First of all, there is no "The mempool". Every full node has an individual mempool, and as these contain no transactions that are already in blocks (confirmed transactions), by definition nodes cannot be guaranteed to have agreement about it. So, what you're looking at it blockchain.info's mempool, which may or may not be similar to that of other nodes.
What can cause differences between mempools? One obvious example is in the case of a double spend: no conflicting transactions are allowed in it, so if two distinct transactions which spend the same inputs are broadcast into different places of the network, some will accept one, others will accept the other, based on which they hear first. That's not the only difference, though. Nodes can also have different mempool acceptance policies.

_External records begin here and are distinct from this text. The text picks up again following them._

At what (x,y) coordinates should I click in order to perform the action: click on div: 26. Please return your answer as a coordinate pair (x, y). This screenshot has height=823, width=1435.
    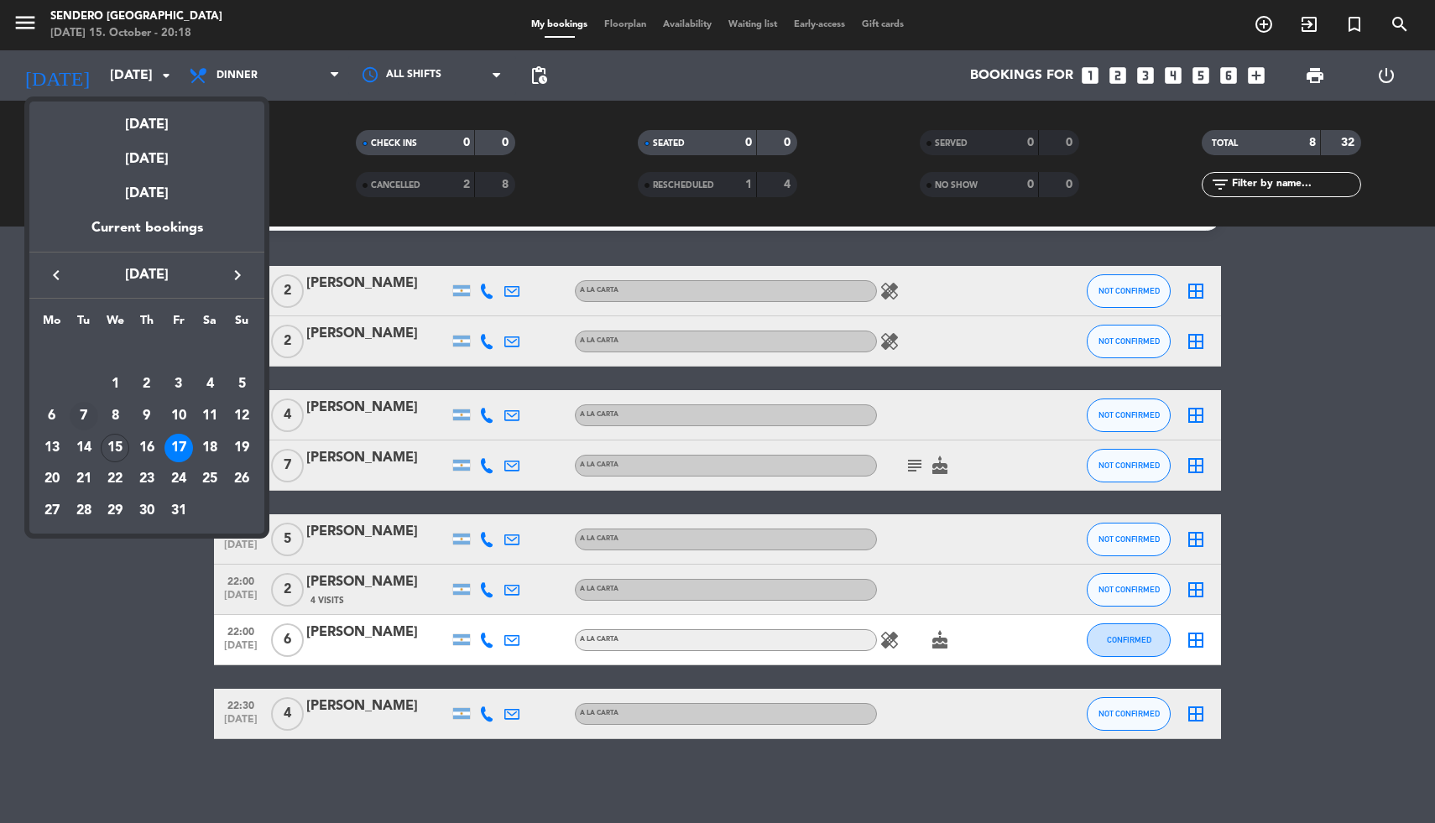
    Looking at the image, I should click on (242, 480).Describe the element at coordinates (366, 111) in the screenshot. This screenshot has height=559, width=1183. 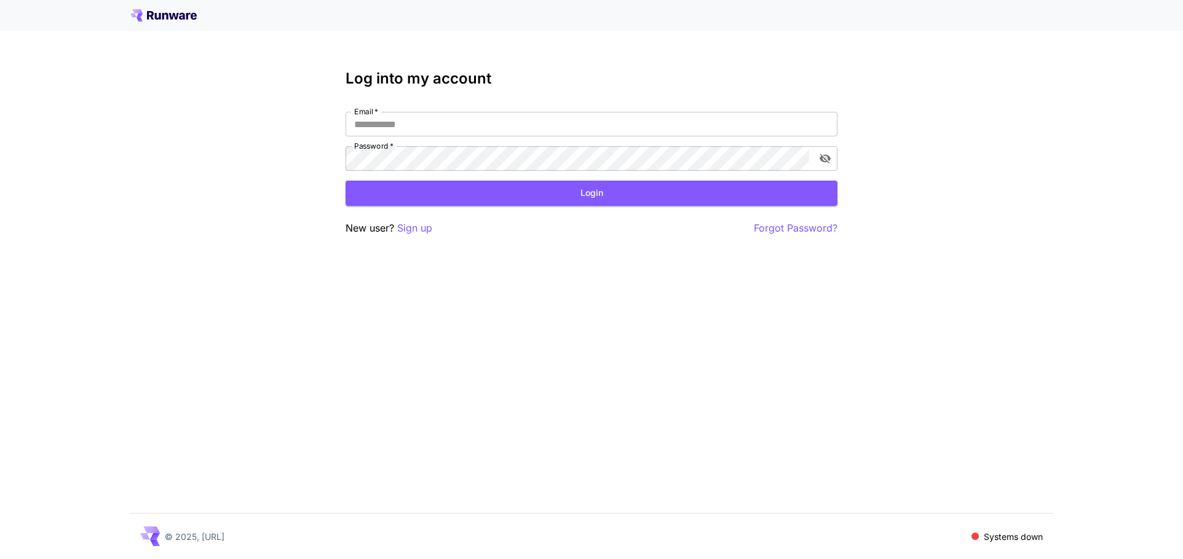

A node's mempool is ultimately its expectation for what transactions may reasonably confirm in the short to medium term. Good mempool acceptance policies are trying to model that expectation. If a transaction's fee is very low, it may not be worth keeping around if there are plenty of higher fee transactions to mine first.
And that is the basis for the mempool DoS protection that was added in Bitcoin Core 0.12. Roughly, whenever the mempool's memory usage goes over a certain preconfigured size (the -maxmempool
setting), we kick out the transactions with the lowest feerate, and (temporarily) increase the minimum feerate to get in in the future to that of the evicted ones. That solves the issue of unbounded memory usage.
But what about bandwidth? Things like BIP125 and this eviction described above essentially result in the ability to keep broadcasting transactions, and have them be accepted and replace other transactions, without really paying anything. I say paying here, because the fundamental rule we base mempool policy decisions on is that since we expect transactions in the mempool to confirm, and thus pay their fee. Thus, we'd want a rule that whenever something is evicted from the mempool (for whatever other reason than it confirming), something else pays "something" for that relay. In practice this is accomplished by having a separately configured relay feerate (which does not change when the mempool is full), that specifies the "price" for relay. In the case of mempool eviction, the new transaction(s) must pay at least that relay fee more than the fee of the replaced ones.